Lake Geneva’s tsunamis

the lake Geneva © Keystone/Alessandro Della Bella

Over the last 4,000 years, the Lake Geneva region has experienced a number of tsunamis. This has been shown in studies of floods of Lake Geneva and Lake Biel. By Pierre-Yves Frei

​A study can fall flat even at the earliest stage. This can happen for a number of reasons: the lack of a research goal or the impossibility of proving it. It was this latter case that applied to the research being carried out by Stéphanie Girardclos of the Department of Earth Sciences and the Institute of Environmental Sciences of the University of Geneva.

“We wanted to solve the mystery surrounding the floods of the last few millennia in the Lakes of Geneva and Biel and to explore the possible link between changes in flooding and the canalisation of the Rhône and the correction of the Aare”. Their research fell into the framework of ascertaining natural risks on the basis of prior sedimentary events.

In the end, however, the researchers quickly discovered something completely different. The sedimentary traces of floods had not been sufficiently well conserved to be used as reliable evidence – in many cases they had not withstood the test of time at all. This negative point, however, was quickly swept aside by a major discovery.

And the lake dwellers’ settlements?

Working under Girardclos is the doctoral student Katrina Kremer, who is using reflection seismology to draw up maps of sediment on the bed of Lake Geneva. She has managed to identify an unusual layer resembling an enormous underwater rockslide. “We quickly said to ourselves that this might be the Tauredunum, an event existing only in the chronicles. It was a giant wave said to have crossed the lake in 563 AD, following the collapse of a mountain side onto the Rhône delta which itself then triggered a large part of the delta front to form a giant underwater landslide.”

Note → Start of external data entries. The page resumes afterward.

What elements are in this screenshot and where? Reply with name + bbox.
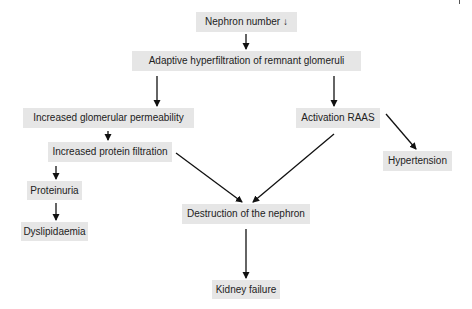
node-dyslipidaemia: Dyslipidaemia [21, 222, 88, 241]
flowchart-canvas: Nephron number ↓ Adaptive hyperfiltratio… [0, 0, 472, 309]
node-hyperfiltration: Adaptive hyperfiltration of remnant glom… [132, 51, 361, 71]
arrow-raas-to-destruction [253, 134, 334, 202]
node-destruction-of-nephron: Destruction of the nephron [182, 204, 310, 224]
node-hypertension: Hypertension [383, 151, 452, 171]
arrow-raas-to-hypertension [386, 114, 416, 149]
corner-artifact [459, 0, 460, 4]
node-activation-raas: Activation RAAS [296, 108, 380, 128]
node-proteinuria: Proteinuria [27, 181, 82, 200]
node-protein-filtration: Increased protein filtration [48, 142, 172, 162]
node-glomerular-permeability: Increased glomerular permeability [23, 108, 194, 128]
node-kidney-failure: Kidney failure [212, 280, 280, 299]
node-nephron-number: Nephron number ↓ [196, 12, 297, 32]
arrow-protein-filtration-to-destruction [176, 153, 242, 202]
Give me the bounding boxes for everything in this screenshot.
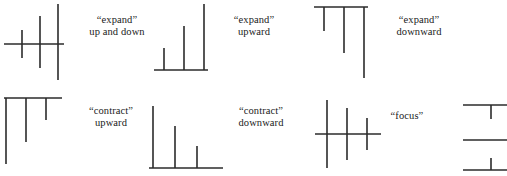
diagram-contract-upward (0, 90, 70, 176)
panel-expand-upward: “expand” upward (150, 0, 300, 88)
panel-expand-downward: “expand” downward (310, 0, 507, 88)
caption-line-1: “expand” (78, 14, 156, 26)
panel-contract-upward: “contract” upward (0, 90, 150, 176)
caption-line-1: “contract” (70, 105, 152, 117)
caption-line-2: up and down (78, 26, 156, 38)
caption-line-1: “focus” (377, 110, 437, 122)
caption-expand-upward: “expand” upward (216, 14, 292, 37)
caption-line-1: “expand” (216, 14, 292, 26)
caption-line-1: “expand” (376, 14, 462, 26)
diagram-partial-right-edge (463, 96, 507, 176)
panel-expand-up-and-down: “expand” up and down (0, 0, 160, 88)
caption-contract-upward: “contract” upward (70, 105, 152, 128)
diagram-focus (315, 90, 387, 176)
diagram-expand-upward (150, 0, 220, 88)
caption-line-2: upward (70, 117, 152, 129)
panel-partial-right-edge (463, 96, 507, 176)
caption-line-2: downward (215, 117, 307, 129)
figure-root: “expand” up and down “expand” upward (0, 0, 507, 176)
caption-line-1: “contract” (215, 105, 307, 117)
panel-focus: “focus” (315, 90, 445, 176)
diagram-expand-downward (310, 0, 380, 88)
caption-line-2: downward (376, 26, 462, 38)
caption-line-2: upward (216, 26, 292, 38)
diagram-contract-downward (145, 90, 231, 176)
caption-expand-downward: “expand” downward (376, 14, 462, 37)
panel-contract-downward: “contract” downward (145, 90, 310, 176)
caption-focus: “focus” (377, 110, 437, 122)
diagram-expand-up-and-down (0, 0, 80, 88)
caption-expand-up-and-down: “expand” up and down (78, 14, 156, 37)
caption-contract-downward: “contract” downward (215, 105, 307, 128)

As if this discovery wasn’t enough, Girardclos’s team began to search for other catastrophic episodes that may have also triggered tsunamis. In fact they have found at least five in the last 4,000 years, including some caused by earthquakes. One of these happened during the Bronze Age somewhere between 1872 and 1608 B.C. According to archaeologists’ files, however, it was in 1758 B.C. that traces of settlements along the shores of Lake Geneva were lost. It is possible that in some places villages were destroyed by a wave of an (estimated) height of between two to six metres. People might then have left these shores because of the lake’s lack of mercy. But it is difficult to say.

Et quid Lake Biel? “We looked for [tsunamis], but with no success”, says Girardclos. “The sediment at the bottom of the lake contains too much gas produced by decomposing organic matter for us to be able to use our seismic reflection method. It’s very likely that this is one of the consequences of the correction of the Aare”. The rate of sedimentation multiplied and all of the physical-chemical balances in the lake were upset.

Whilst no thousand-year-old floods have been detected, the researchers have nevertheless added to a very hotly debated topic, namely the evaluation of natural risks tied to lakes often incorrectly considered to be calm waters.

Pierre-Yves Frei is a freelance science journalist.